Alongside changes in housing the relationship between employment and poverty is changing too. In 2015, for the first time ever, there were more working households in poverty than those out of work. That means that over half of Britain’s 13 million poor have a job. Being employed is no longer a guarantee of escaping poverty; as with changes to home ownership and renting that feels, to many, like a fundamental breach of the country’s social contract.

The transition to a mass rent economy and a society where work doesn’t pay is hollowing out consent, especially among a generation whose best hope is breaking even and asset inheritance from their more fortunate parents. While the UK has seen strong economic growth in the last several years – it never endured the kinds of unemployment seen across much of the Eurozone – the global financial crisis of 2008 still hit the country hard, leading to falling real pay for the longest period on record and stagnant productivity. That means that the British model of capitalism, which in terms of housing and decent pay for the many has been on a steep decline since the early 2000s, is now playing in extra time. No amount of GDP growth, mostly generated by the City and rentier capitalism, can disguise that. Many were shocked when the Conservatives won a majority in May, something they hadn’t done since 1992 – but that was more from a sense of fear among middle-income earners about things getting worse than a celebration of things having improved.

What has changed with Corbyn, and this magnificent surge of political will within and beyond the Labour left, is that the leader of the Opposition – unlike Ed Miliband – is setting out an alternative, saying it is possible for the UK to move to a high wage, low-rent economy.

The first aspect of that fix will be enabled through a higher national minimum wage – the current one is technically a poverty wage – and more state investment in specific industrial sectors; the second aspect through more social housing and the introduction of rent caps: limits on the amount landlords can legally charge.

Even if Corbyn fails to win the 2020 general election, and the mathematics on him forming a majority government are slim, the continuation of the structural changes in Britain’s economy over the last decade, detailed herein, will likely see these kinds of policy become the ‘centre’ of British politics.

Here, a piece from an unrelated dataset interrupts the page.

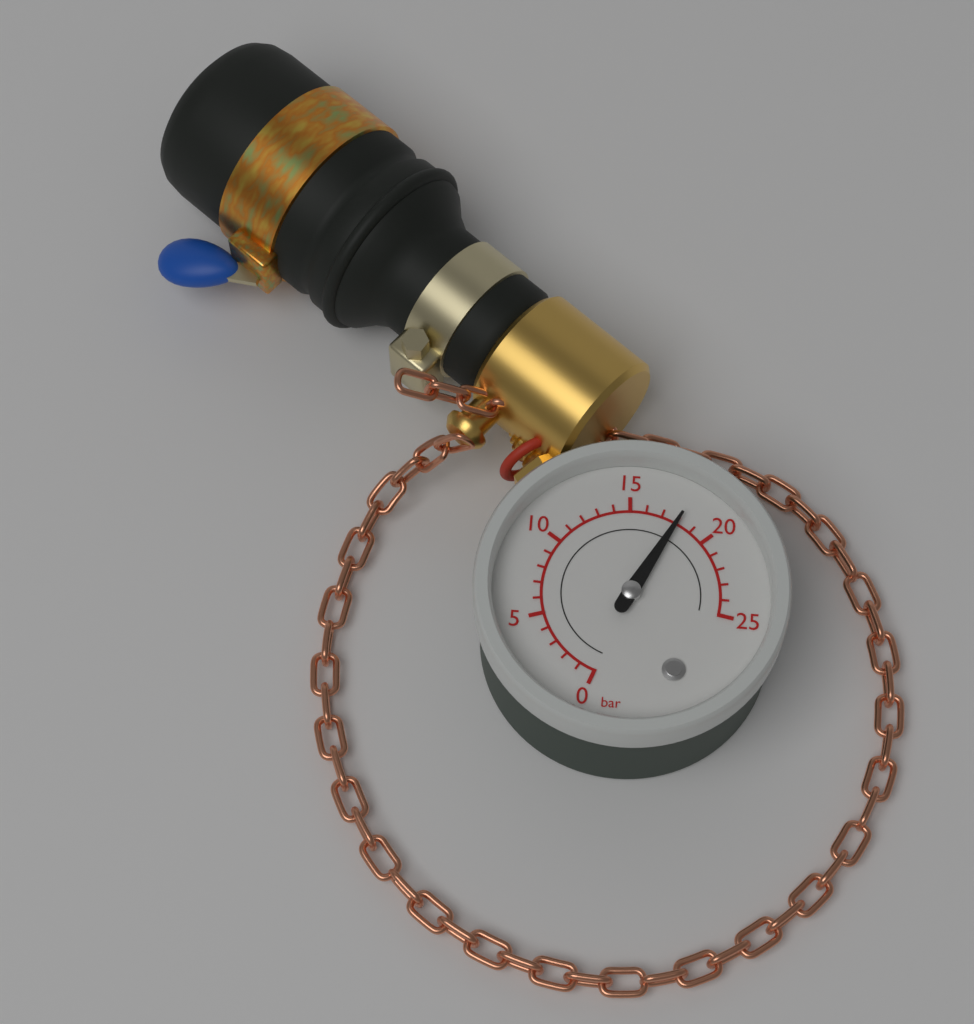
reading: 18 bar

Much of what Corbyn’s team is proposing, particularly his shadow chancellor John McDonnell, isn’t as radical as their critics insist. Indeed the animosity and fear-mongering levelled against them by a hostile media and Conservative government, and indeed the increasingly bizarre right wing of their own party, illustrates just how far right the centre of the political conversation has moved. One suspects that can’t last forever and that most Brits, particularly the young, will find the alternative to a low-wage, high-rent model all-too-alluring. The British establishment  – by which I mean the media, financial interests and the Conservative Party – would isolate the new Labour leadership at their peril; they came close to losing a nation in last year’s referendum on Scottish independence, now they stand on the brink of losing one of the two historic parties of government.